VPNIntermediate

OpenVPN

OpenVPN is a long-established, open-source VPN protocol valued for its strong security, flexibility, and ability to run reliably across almost any network.

OpenVPN explained

OpenVPN has been the trusted workhorse of the VPN industry for years. It is open source, heavily audited, and highly configurable, using proven TLS-based encryption. It can run over TCP for reliability or UDP for speed, and its use of common ports helps it slip through restrictive firewalls.

Its trade-off is overhead: it is slower and heavier than WireGuard. Many providers now offer both, defaulting to WireGuard for speed while keeping OpenVPN for compatibility and situations where blending in with normal web traffic matters.

Examples

  • 01Falling back to OpenVPN over TCP on a restrictive network
  • 02Choosing OpenVPN for maximum compatibility on an old device
  • 03Running OpenVPN on port 443 to blend with HTTPS traffic

Common use cases

Maximum compatibilityRestrictive networksSecurity-first connectionsLegacy device support

Frequently asked questions

It is a mature, open-source VPN protocol known for strong TLS-based security and flexibility, able to run over TCP or UDP and through restrictive firewalls.

WireGuard is faster, but OpenVPN offers broad compatibility and can disguise traffic as normal HTTPS, which helps on networks that block VPNs.

Yes. It uses well-audited TLS encryption and has a long track record, making it one of the most trusted VPN protocols available.

TCP is more reliable and better at bypassing firewalls but slower, while UDP is faster and preferred for streaming and general use when the network allows it.

It has a larger codebase and more protocol overhead. WireGuard was designed from scratch to be lean, which gives it a speed advantage.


**Task brief**. Go through the records and report each line in which the word "Calendrier" occurs.

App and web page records
********************
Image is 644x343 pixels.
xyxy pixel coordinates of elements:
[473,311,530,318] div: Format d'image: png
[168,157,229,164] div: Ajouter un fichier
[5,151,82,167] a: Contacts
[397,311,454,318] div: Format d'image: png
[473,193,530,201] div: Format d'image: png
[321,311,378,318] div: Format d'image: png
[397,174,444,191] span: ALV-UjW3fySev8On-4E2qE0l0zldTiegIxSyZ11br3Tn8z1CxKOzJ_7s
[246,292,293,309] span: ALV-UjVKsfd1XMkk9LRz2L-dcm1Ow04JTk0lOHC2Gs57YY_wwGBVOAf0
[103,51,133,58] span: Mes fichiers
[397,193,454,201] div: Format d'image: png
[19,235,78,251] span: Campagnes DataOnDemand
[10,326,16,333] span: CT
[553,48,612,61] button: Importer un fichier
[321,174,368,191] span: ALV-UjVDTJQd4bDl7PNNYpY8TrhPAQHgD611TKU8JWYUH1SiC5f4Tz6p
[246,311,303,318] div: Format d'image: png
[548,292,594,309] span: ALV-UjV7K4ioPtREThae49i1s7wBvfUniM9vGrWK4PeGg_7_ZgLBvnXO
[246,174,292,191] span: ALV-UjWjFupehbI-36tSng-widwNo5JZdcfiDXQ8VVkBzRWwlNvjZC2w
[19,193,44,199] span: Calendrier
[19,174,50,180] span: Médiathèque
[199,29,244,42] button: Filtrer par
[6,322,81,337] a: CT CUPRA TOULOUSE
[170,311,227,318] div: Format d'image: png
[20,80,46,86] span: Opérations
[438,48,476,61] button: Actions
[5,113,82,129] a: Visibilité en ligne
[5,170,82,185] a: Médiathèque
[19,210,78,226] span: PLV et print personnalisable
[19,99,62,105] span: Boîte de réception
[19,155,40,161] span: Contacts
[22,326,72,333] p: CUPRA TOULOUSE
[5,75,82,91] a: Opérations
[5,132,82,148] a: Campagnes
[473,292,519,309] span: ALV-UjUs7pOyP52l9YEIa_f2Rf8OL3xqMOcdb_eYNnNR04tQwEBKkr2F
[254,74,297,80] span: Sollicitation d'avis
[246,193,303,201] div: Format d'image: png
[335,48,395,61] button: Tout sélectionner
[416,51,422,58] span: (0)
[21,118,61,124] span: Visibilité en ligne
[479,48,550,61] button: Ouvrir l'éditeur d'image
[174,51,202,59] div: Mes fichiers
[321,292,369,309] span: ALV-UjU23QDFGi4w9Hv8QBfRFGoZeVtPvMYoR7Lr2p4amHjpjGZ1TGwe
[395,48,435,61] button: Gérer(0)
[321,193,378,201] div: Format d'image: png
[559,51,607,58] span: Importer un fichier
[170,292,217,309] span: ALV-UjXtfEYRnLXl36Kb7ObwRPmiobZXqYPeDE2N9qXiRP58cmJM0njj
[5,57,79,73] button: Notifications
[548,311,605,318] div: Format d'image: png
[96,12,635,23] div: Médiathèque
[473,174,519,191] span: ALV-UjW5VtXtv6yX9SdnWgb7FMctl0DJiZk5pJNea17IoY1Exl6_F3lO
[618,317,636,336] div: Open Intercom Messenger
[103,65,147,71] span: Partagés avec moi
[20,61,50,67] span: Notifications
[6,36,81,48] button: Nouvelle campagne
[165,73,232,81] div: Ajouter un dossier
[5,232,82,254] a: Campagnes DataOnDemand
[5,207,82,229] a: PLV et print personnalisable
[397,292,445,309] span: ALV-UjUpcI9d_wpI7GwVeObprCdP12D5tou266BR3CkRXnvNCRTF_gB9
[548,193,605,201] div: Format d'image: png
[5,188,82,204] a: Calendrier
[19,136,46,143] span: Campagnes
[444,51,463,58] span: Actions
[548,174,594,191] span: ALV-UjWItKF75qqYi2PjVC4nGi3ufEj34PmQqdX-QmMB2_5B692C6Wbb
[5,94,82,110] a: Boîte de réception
********************
**Solution**.
[19,193,44,199] span: Calendrier
[5,188,82,204] a: Calendrier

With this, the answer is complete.